Caching & Memoization
How to cache expensive computations and API responses using in-memory, LRU, and distributed caches across Python, JavaScript, and Java.
Overview
Caching stores the result of expensive computations so that subsequent requests for the same data can be served faster. Memoization is a specific form of caching where function return values are cached based on their arguments.
Caching is one of the most effective performance optimizations, but it introduces complexity: stale data, cache invalidation, and distributed consistency.
When to Use
Use this recipe when:
- Calling expensive database queries or API endpoints repeatedly
- Computing complex mathematical or statistical results
- Serving static or slowly-changing configuration data
- Reducing latency in high-traffic read-heavy systems
- Offloading load from downstream services
Solution
Python
from functools import lru_cache
from cachetools import TTLCache
# Built-in LRU memoization
@lru_cache(maxsize=128)
def fibonacci(n):
if n < 2:
return n
return fibonacci(n - 1) + fibonacci(n - 2)
print(fibonacci(100)) # Instant, cached
# TTL cache with expiration
api_cache = TTLCache(maxsize=100, ttl=300) # 5 minutes
def fetch_user(user_id):
if user_id in api_cache:
return api_cache[user_id]
user = db.query("SELECT * FROM users WHERE id = %s", user_id)
api_cache[user_id] = user
return user
JavaScript
// Simple memoization
function memoize(fn) {
const cache = new Map();
return (...args) => {
const key = JSON.stringify(args);
if (cache.has(key)) return cache.get(key);
const result = fn(...args);
cache.set(key, result);
return result;
};
}
const fib = memoize((n) => (n < 2 ? n : fib(n - 1) + fib(n - 2)));
console.log(fib(100)); // Instant
// LRU cache with size limit
class LRUCache {
constructor(capacity) {
this.capacity = capacity;
this.cache = new Map();
}
get(key) {
if (!this.cache.has(key)) return undefined;
const value = this.cache.get(key);
this.cache.delete(key);
this.cache.set(key, value); // Move to end (most recent)
return value;
}
set(key, value) {
if (this.cache.has(key)) this.cache.delete(key);
else if (this.cache.size >= this.capacity) {
const first = this.cache.keys().next().value;
this.cache.delete(first);
}
this.cache.set(key, value);
}
}
Java
import com.github.benmanes.caffeine.cache.*;
Cache<String, User> userCache = Caffeine.newBuilder()
.maximumSize(100)
.expireAfterWrite(Duration.ofMinutes(5))
.build();
// Get or compute
User user = userCache.get(userId, id -> db.findById(id));
// Manual put
userCache.put(userId, updatedUser);
// Invalidate
userCache.invalidate(userId);
Cache Invalidation Strategies
| Strategy | When to Use | Trade-off |
|---|---|---|
| TTL (Time To Live) | Data changes predictably | May serve stale data briefly |
| Write-through | Consistency is critical | Slower writes, simpler reads |
| Write-behind | High write throughput | Risk of data loss on crash |
| Cache-aside | Flexibility, read-heavy | Application manages cache logic |
| Eviction (LRU/LFU) | Memory constraints | May evict hot data prematurely |
Best Practices
- Cache at the right level: Don’t cache everything. Cache the most expensive and most frequently accessed data.
- Set TTLs thoughtfully: Too short = useless. Too long = stale data.
- Monitor hit rates: A cache with <80% hit rate is usually not worth the complexity.
- Handle cache failures gracefully: If Redis is down, fall back to the database. Don’t fail the request.
- Version cache keys: Include the data version or app version in the key to prevent stale data after deployments.
- Invalidate proactively: Clear cache entries when underlying data changes, not just when TTL expires.
Common Mistakes
- Caching data that changes too frequently or is rarely requested
- Not handling cache stampede (thundering herd) when TTL expires
- Storing unbounded caches that grow until out-of-memory
- Ignoring cache consistency in distributed systems
- Forgetting to invalidate cache after mutations
Frequently Asked Questions
Q: What is cache stampede and how do I prevent it? A: Cache stampede happens when many requests simultaneously hit a missing cache key. Use locking, per-key semaphores, or probabilistic early expiration.
Q: When should I use Redis instead of in-memory caching? A: Use Redis when you need shared cache across multiple application instances, persistence, or advanced data structures.
Q: Should I cache API responses? A: Yes, if the data is cacheable and the endpoint is read-heavy. Use the Cache-Control header to communicate cacheability to clients and CDNs.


Work request — The reply must repeat each entry exactly and contain no pictures.

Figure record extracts
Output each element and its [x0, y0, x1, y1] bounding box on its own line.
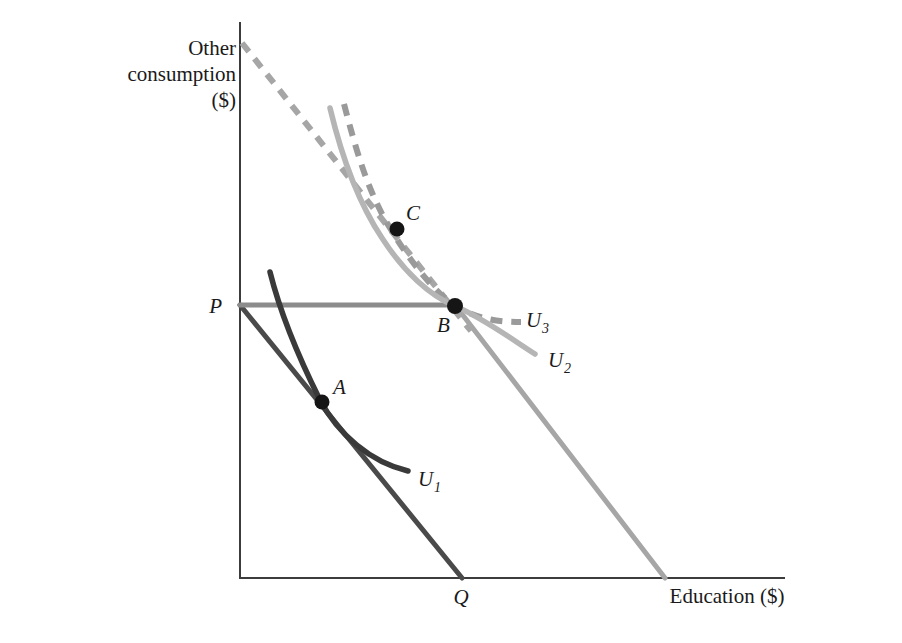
label-c: C	[406, 201, 421, 225]
x-axis-title: Education ($)	[670, 584, 785, 608]
label-a: A	[331, 375, 346, 399]
y-axis-title-line-1: Other	[188, 36, 236, 60]
curve-label-u2-subscript: 2	[564, 361, 571, 376]
y-axis-title-line-2: consumption	[128, 62, 237, 86]
curve-label-u3-subscript: 3	[541, 321, 549, 336]
figure-container: P Q A B C U 1 U 2 U 3 Other consumption …	[0, 0, 902, 643]
indifference-curve-u2	[330, 108, 535, 354]
subsidy-budget-sloped-segment	[455, 305, 665, 578]
axis-lines	[240, 22, 785, 578]
indifference-curve-chart: P Q A B C U 1 U 2 U 3 Other consumption …	[0, 0, 902, 643]
point-marker-b	[447, 298, 463, 314]
curve-label-u2: U	[548, 348, 565, 372]
point-marker-a	[315, 395, 330, 410]
curve-label-u1: U	[418, 467, 435, 491]
indifference-curve-u1	[270, 272, 408, 471]
curve-label-u3: U	[526, 308, 543, 332]
label-q: Q	[453, 585, 468, 609]
label-p: P	[208, 294, 222, 318]
y-axis-title-line-3: ($)	[212, 88, 237, 112]
point-marker-c	[390, 222, 405, 237]
indifference-curve-u3	[344, 104, 521, 322]
curve-label-u1-subscript: 1	[434, 480, 441, 495]
label-b: B	[437, 313, 450, 337]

Written answer —
Output each element and its [x0, y0, x1, y1] bounding box on its own line.
label-c: C	[406, 201, 421, 225]
x-axis-title: Education ($)	[670, 584, 785, 608]
label-a: A	[331, 375, 346, 399]
y-axis-title-line-1: Other	[188, 36, 236, 60]
curve-label-u2-subscript: 2	[564, 361, 571, 376]
y-axis-title-line-2: consumption	[128, 62, 237, 86]
curve-label-u3-subscript: 3	[541, 321, 549, 336]
figure-container: P Q A B C U 1 U 2 U 3 Other consumption …	[0, 0, 902, 643]
indifference-curve-u2	[330, 108, 535, 354]
subsidy-budget-sloped-segment	[455, 305, 665, 578]
axis-lines	[240, 22, 785, 578]
indifference-curve-chart: P Q A B C U 1 U 2 U 3 Other consumption …	[0, 0, 902, 643]
point-marker-b	[447, 298, 463, 314]
curve-label-u2: U	[548, 348, 565, 372]
point-marker-a	[315, 395, 330, 410]
curve-label-u1: U	[418, 467, 435, 491]
indifference-curve-u1	[270, 272, 408, 471]
curve-label-u3: U	[526, 308, 543, 332]
label-q: Q	[453, 585, 468, 609]
label-p: P	[208, 294, 222, 318]
y-axis-title-line-3: ($)	[212, 88, 237, 112]
point-marker-c	[390, 222, 405, 237]
indifference-curve-u3	[344, 104, 521, 322]
curve-label-u1-subscript: 1	[434, 480, 441, 495]
label-b: B	[437, 313, 450, 337]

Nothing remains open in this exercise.